* **TASK OBJECTIVE**: For this exercise, return only the lines in the records below from the one holding "At what (x,y)" through the one holding "Describe the element", including both, exactly as they appear and without pictures.

* **PROVIDED ENTRIES**:

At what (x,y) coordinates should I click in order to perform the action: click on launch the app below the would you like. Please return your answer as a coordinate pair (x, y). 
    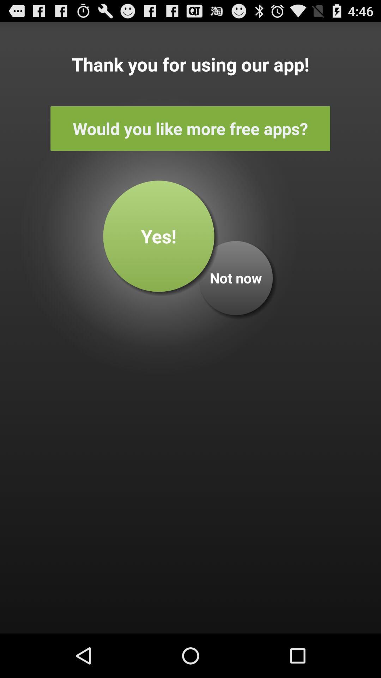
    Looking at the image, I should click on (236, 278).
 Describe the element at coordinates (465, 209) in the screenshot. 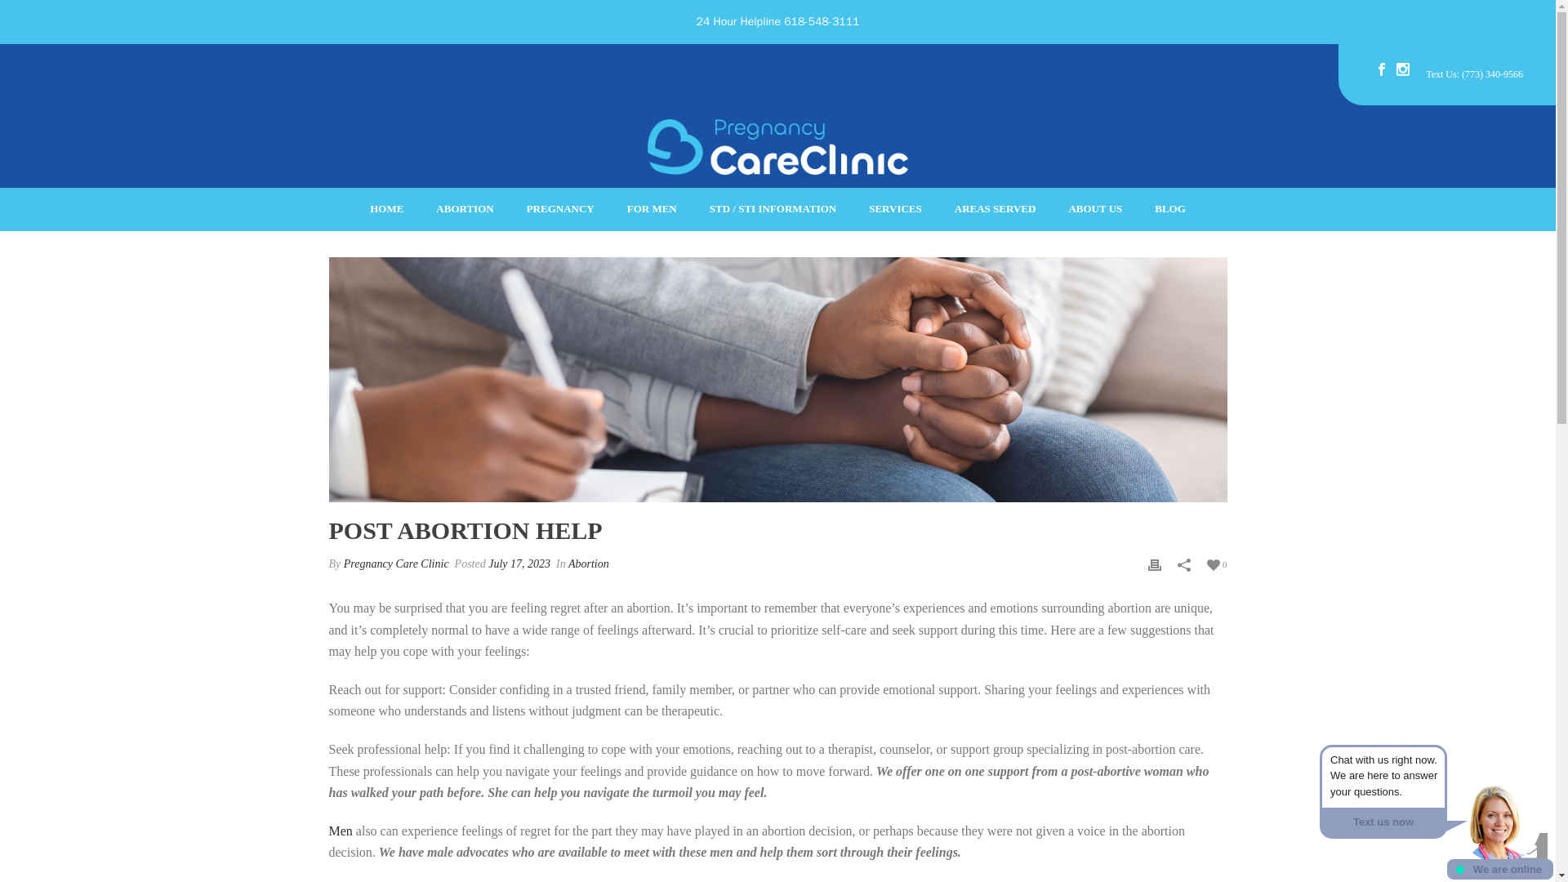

...

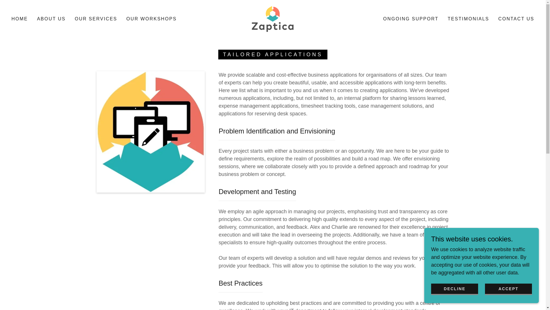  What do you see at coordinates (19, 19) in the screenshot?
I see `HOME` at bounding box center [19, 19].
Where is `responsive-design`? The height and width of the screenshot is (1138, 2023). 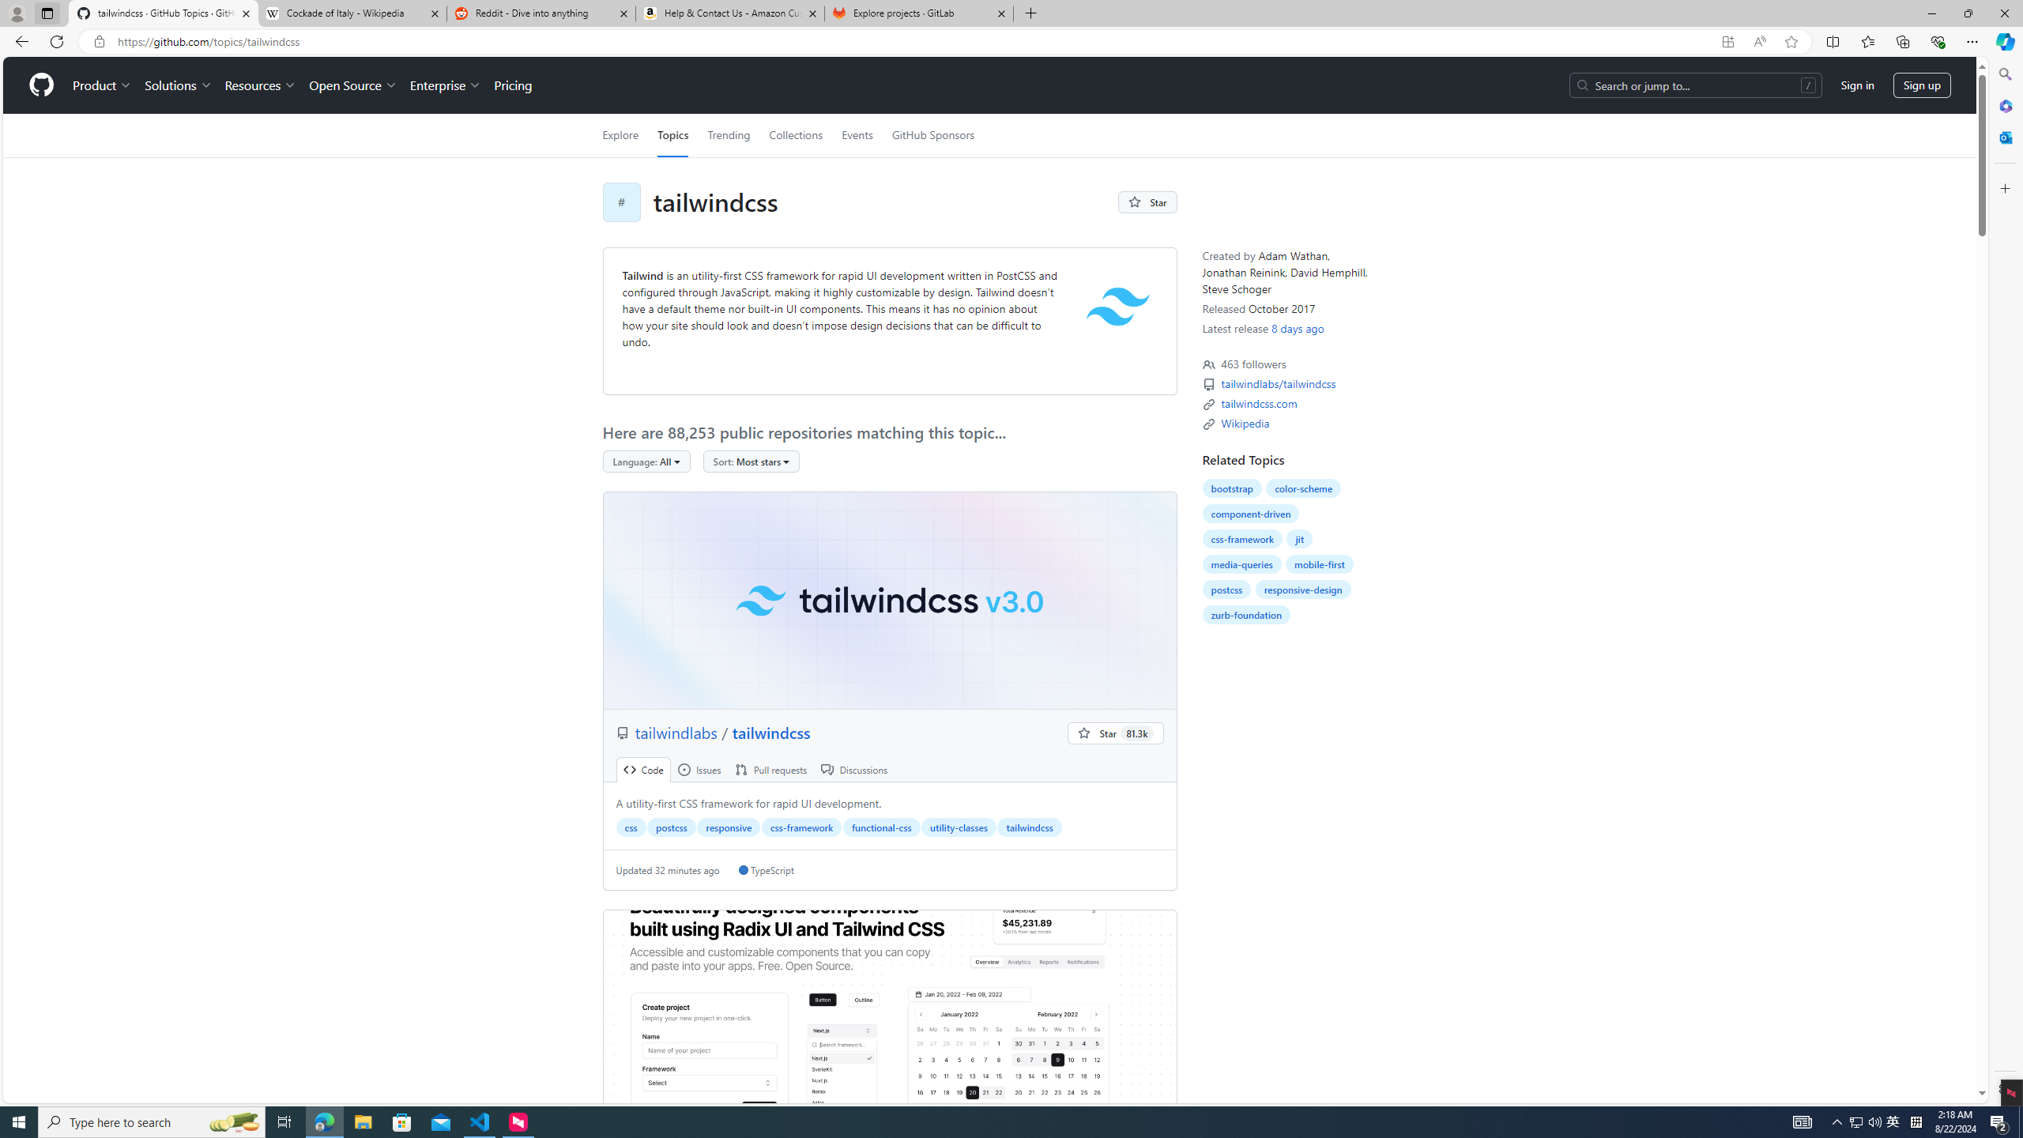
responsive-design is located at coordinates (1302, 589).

* **SOLUTION TO THIS PROBLEM**:
At what (x,y) coordinates should I click in order to perform the action: click on launch the app below the would you like. Please return your answer as a coordinate pair (x, y). 
    Looking at the image, I should click on (236, 278).
 Describe the element at coordinates (465, 209) in the screenshot. 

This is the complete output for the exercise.